It’s Blue, Red, Green, and it’s pretty angry. I saw this decklist twice over at Hareruya, but was never bothered to write about it until I played the deck on MTG Arena. This is Temur Stompy!
The Boar God Sends His Regards
I am a huge fan of stompy decks, even though I can’t play Aggro decks to save my life. But after playing Temur Elementals for more than 50 games in the past 3 weeks, I kind of figured out how these kinds of deck work.
The Decklist
The author of the decklist is Sueyoshi Hirokazu. He managed to score 3-0 in their Holiday Standard Tournament on August 3, 2019.
Creatures
Spells
Planeswalkers
Lands
3 Forest
1 Mountain
Sideboard
2 Fry
4 Negate
2 Shock
The Playstyle
To be honest, the deck feels a bit like playing Temur Elementals because you’re ramping up towards big creatures with bigger payoffs.
You have access to generic Mana dorks such as Llanowar Elves and Drover of the Mighty to help you secure mana in the early parts of the game and then you also have Domri, Anarch of Bolas to make sure that your creatures don’t get countered. This is useful playing against decks such as Simic Flash and Mono Blue.
Basically the deck just requires you to hit hard, hit frequently till you pressure them to trade their creatures off.
Your creatures also have enough Toughness to survive one blow from Marauding Raptor.
Ilharg, the Boar God Rules The Deck And The Board!
Let’s address the elephant, or rather, the boar in the room.
At the heart of the Temur Stompy deck is a way to cheat in your creatures during combat and getting them back into your hand without spending a single mana. And all of that is thanks to Ilharg, the Raze-Boar.
It’s a 5-mana 6/6 creature with Trample that lets you put a creature card from your hand and into the battlefield tapped and attacking. Then it returns to your hand at the beginning of the next end step.
To make matters worse, when Ilharg, the Raze-Boar dies or is put into exile, you may put it into your library third from the top.
So, it cheats a creature into the battlefield and then cheats death itself. Everything about this boar just screams trouble.
In my playtesting sessions in Arena, I found it quite handy when it cheats out an Agent of Treachery or Burning Son’s Avatar into the battlefield.
Both are effective at removing creatures and being inconvenient towards the opponent.
I mean, there’s nothing better than cheating in an Agent of Treachery and stealing their Planeswalkers or heavy hitters just for fun.
Speaking of Heavy Hitters
The deck does a good job at scaling from early to late game thanks to the presence of Marauding Raptor, which basically gets you Ilharg as early as turn 3 (if you have Llanowar Elves and Drover of the Mighty on the board).
Marauding Raptor also delivers strong early aggression because of its ability. It gets +2/+0 when it deals damage to a Dinosaur. Dinosaurs make up 10 out of the 28 creatures on the deck, so it’s easy to get those bonus damage.
Ripjaw Raptor also combos quite decently with Marauding Raptor due to its Enrage ability, which draws you a card when Ripjaw Raptor is damaged. This includes damage from Marauding Raptor when the former ETB’s.
The Verdict
The deck has quite some potential but like its Gruul counterparts, it does weaken when it misses a turn of churning out creatures. It also has a hard time dealing against decks that run a lot of removals and board wipes, so you really have to grind them down to less than 10 life by turn 5.
Otherwise, the deck’s decent enough to take you up the Ladder and I think I might switch around between Temur Elementals and this deck this season.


What to do: For the listing below, return the line containing "In order to click on a: Search", the line containing "The width and height of the screenshot is (997, 504).", and all lines in between, exactly as written and nothing else.

Data for processing:

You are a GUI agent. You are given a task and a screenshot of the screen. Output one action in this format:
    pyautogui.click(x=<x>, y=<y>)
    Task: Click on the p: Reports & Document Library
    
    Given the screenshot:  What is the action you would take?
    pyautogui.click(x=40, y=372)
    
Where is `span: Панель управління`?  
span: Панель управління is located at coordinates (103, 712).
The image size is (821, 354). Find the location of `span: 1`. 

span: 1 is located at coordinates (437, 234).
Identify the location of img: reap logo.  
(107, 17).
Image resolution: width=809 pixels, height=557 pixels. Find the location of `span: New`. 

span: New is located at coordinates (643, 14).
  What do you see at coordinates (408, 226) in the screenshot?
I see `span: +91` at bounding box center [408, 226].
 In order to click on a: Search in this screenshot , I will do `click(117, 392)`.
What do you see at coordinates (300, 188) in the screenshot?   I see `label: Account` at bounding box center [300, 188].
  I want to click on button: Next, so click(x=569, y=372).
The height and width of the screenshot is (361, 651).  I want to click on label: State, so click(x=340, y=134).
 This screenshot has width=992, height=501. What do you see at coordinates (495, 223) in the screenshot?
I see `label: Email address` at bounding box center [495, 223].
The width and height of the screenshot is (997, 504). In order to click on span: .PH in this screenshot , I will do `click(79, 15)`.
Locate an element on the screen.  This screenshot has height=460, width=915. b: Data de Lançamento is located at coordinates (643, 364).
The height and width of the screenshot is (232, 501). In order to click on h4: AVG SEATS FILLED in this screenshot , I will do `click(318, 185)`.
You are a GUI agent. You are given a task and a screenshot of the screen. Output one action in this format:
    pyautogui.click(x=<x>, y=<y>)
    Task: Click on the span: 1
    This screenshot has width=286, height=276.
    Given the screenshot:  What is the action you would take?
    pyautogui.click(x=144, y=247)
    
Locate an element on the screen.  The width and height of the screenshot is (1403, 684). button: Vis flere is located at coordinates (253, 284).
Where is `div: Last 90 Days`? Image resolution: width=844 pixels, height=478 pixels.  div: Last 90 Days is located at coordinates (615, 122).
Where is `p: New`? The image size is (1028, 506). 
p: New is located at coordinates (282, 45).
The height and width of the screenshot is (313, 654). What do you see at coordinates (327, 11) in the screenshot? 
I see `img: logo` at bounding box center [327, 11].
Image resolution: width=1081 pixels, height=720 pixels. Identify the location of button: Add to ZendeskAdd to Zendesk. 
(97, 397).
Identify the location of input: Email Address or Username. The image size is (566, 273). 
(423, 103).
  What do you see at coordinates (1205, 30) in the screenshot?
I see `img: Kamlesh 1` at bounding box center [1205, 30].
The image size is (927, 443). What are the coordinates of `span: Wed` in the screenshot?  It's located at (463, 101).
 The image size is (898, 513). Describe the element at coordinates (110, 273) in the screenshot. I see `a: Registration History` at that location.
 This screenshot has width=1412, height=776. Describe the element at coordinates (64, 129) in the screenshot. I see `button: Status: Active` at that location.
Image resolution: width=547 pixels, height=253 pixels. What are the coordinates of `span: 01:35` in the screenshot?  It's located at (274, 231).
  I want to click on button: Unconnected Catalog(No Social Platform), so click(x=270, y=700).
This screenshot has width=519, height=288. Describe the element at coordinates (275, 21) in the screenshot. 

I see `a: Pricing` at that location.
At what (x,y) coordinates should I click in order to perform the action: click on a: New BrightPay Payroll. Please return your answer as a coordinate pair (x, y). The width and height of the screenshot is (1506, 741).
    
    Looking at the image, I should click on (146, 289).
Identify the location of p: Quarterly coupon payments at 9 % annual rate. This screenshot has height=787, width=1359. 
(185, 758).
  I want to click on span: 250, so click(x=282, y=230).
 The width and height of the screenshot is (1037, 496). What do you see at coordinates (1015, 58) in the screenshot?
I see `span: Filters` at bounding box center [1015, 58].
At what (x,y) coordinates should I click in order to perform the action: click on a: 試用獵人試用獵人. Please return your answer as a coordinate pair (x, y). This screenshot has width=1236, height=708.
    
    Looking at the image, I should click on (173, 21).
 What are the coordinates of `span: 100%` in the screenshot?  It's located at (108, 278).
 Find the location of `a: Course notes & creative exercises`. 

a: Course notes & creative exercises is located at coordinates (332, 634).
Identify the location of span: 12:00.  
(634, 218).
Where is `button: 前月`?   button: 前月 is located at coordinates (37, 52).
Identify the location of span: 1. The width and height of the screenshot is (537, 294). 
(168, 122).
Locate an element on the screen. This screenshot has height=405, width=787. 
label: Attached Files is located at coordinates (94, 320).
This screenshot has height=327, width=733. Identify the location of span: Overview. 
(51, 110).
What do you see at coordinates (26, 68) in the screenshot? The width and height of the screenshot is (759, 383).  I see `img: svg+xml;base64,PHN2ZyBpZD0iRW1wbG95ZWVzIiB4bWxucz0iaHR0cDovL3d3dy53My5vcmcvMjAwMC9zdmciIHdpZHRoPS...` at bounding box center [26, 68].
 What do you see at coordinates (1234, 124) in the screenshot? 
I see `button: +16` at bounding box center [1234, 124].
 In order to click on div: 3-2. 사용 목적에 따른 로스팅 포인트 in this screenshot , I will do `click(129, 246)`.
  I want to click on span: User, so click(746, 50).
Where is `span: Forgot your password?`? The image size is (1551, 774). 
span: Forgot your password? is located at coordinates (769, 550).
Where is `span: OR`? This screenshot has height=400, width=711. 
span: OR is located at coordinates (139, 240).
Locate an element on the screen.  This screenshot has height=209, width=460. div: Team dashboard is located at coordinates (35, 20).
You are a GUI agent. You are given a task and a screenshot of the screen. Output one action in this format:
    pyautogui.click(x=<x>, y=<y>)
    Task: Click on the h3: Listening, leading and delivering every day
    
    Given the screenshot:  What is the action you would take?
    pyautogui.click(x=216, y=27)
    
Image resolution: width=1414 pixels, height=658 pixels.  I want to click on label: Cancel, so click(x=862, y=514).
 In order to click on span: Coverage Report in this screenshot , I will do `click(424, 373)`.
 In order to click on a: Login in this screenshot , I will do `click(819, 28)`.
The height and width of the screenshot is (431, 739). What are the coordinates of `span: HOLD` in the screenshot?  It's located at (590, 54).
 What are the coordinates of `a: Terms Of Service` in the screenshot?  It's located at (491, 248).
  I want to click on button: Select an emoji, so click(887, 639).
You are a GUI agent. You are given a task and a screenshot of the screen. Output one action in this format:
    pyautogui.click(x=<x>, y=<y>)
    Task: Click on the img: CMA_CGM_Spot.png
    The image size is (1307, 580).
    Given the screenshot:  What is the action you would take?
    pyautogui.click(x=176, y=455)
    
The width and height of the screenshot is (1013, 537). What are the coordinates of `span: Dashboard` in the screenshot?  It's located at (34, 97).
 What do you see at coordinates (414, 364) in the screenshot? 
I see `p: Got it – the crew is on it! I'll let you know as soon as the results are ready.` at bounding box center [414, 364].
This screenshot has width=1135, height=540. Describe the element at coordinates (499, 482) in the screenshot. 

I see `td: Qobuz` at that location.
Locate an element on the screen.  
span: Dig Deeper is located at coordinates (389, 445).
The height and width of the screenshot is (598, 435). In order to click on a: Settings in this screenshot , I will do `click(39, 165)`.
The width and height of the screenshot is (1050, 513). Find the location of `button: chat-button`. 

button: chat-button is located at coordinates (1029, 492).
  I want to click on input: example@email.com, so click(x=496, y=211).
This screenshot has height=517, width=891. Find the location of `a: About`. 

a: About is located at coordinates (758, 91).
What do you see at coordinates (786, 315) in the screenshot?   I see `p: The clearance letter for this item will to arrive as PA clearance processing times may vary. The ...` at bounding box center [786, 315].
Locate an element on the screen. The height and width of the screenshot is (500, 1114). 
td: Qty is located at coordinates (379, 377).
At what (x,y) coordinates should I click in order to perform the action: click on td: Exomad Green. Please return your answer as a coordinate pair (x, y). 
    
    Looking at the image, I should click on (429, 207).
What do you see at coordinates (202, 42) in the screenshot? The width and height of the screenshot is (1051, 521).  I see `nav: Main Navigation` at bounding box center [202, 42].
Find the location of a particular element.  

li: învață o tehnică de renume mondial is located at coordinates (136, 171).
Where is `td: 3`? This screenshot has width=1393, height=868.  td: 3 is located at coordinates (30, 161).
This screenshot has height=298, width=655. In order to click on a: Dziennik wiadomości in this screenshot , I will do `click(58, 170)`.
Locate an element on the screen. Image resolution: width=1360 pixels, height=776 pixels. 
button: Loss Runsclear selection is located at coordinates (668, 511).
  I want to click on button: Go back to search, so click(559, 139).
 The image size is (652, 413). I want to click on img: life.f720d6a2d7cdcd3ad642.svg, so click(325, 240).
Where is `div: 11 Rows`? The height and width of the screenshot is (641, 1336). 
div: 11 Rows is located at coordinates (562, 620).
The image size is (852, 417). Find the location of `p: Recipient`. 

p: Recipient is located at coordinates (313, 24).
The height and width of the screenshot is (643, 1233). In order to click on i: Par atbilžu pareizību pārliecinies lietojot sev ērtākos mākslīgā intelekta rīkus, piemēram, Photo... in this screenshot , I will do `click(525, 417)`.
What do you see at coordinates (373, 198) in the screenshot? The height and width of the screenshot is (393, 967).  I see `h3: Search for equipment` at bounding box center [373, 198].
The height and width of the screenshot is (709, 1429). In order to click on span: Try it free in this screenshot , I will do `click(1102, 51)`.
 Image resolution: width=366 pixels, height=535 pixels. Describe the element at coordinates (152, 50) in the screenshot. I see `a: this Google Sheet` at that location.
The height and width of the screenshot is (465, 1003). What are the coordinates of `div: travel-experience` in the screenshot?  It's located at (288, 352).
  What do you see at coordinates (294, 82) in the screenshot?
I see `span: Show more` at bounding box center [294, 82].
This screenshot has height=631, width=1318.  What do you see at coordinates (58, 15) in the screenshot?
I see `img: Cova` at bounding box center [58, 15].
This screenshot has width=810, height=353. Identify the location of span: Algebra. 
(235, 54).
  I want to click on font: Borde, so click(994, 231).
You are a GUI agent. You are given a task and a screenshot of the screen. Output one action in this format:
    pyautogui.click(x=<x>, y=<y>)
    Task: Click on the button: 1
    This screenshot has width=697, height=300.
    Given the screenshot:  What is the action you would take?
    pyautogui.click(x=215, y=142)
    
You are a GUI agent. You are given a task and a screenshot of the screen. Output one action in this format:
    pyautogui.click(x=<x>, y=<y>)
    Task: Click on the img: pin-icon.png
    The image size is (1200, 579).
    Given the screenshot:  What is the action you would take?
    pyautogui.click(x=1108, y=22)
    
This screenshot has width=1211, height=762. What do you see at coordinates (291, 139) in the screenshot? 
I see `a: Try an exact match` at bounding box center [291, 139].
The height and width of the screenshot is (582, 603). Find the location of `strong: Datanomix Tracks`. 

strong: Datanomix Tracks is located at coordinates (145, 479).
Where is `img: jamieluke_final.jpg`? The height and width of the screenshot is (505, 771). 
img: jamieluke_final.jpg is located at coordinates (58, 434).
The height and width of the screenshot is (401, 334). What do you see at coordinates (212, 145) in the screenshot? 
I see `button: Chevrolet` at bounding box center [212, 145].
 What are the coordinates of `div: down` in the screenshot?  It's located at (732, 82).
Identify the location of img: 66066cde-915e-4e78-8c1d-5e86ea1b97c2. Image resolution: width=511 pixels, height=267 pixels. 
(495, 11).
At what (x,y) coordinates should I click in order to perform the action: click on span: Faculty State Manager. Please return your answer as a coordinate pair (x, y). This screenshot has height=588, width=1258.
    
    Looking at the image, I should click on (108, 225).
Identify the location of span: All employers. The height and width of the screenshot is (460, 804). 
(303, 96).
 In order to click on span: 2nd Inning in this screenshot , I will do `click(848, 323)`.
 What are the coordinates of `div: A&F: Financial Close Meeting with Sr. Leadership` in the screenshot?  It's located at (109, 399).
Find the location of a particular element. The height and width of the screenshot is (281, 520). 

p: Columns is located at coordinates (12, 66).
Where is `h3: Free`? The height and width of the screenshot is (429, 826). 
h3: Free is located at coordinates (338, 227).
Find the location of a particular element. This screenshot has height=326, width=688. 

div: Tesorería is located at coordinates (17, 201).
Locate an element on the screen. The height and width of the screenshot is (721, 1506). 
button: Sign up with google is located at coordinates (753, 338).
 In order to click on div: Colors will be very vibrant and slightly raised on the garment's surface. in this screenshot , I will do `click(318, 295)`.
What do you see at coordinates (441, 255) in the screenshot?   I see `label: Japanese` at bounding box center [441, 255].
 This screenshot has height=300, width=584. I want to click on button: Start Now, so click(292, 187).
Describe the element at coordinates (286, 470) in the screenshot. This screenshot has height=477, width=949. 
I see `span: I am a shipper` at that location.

Solution:
 In order to click on a: Search in this screenshot , I will do `click(117, 392)`.
What do you see at coordinates (300, 188) in the screenshot?   I see `label: Account` at bounding box center [300, 188].
  I want to click on button: Next, so click(x=569, y=372).
The height and width of the screenshot is (361, 651).  I want to click on label: State, so click(x=340, y=134).
 This screenshot has width=992, height=501. What do you see at coordinates (495, 223) in the screenshot?
I see `label: Email address` at bounding box center [495, 223].
The width and height of the screenshot is (997, 504). In order to click on span: .PH in this screenshot , I will do `click(79, 15)`.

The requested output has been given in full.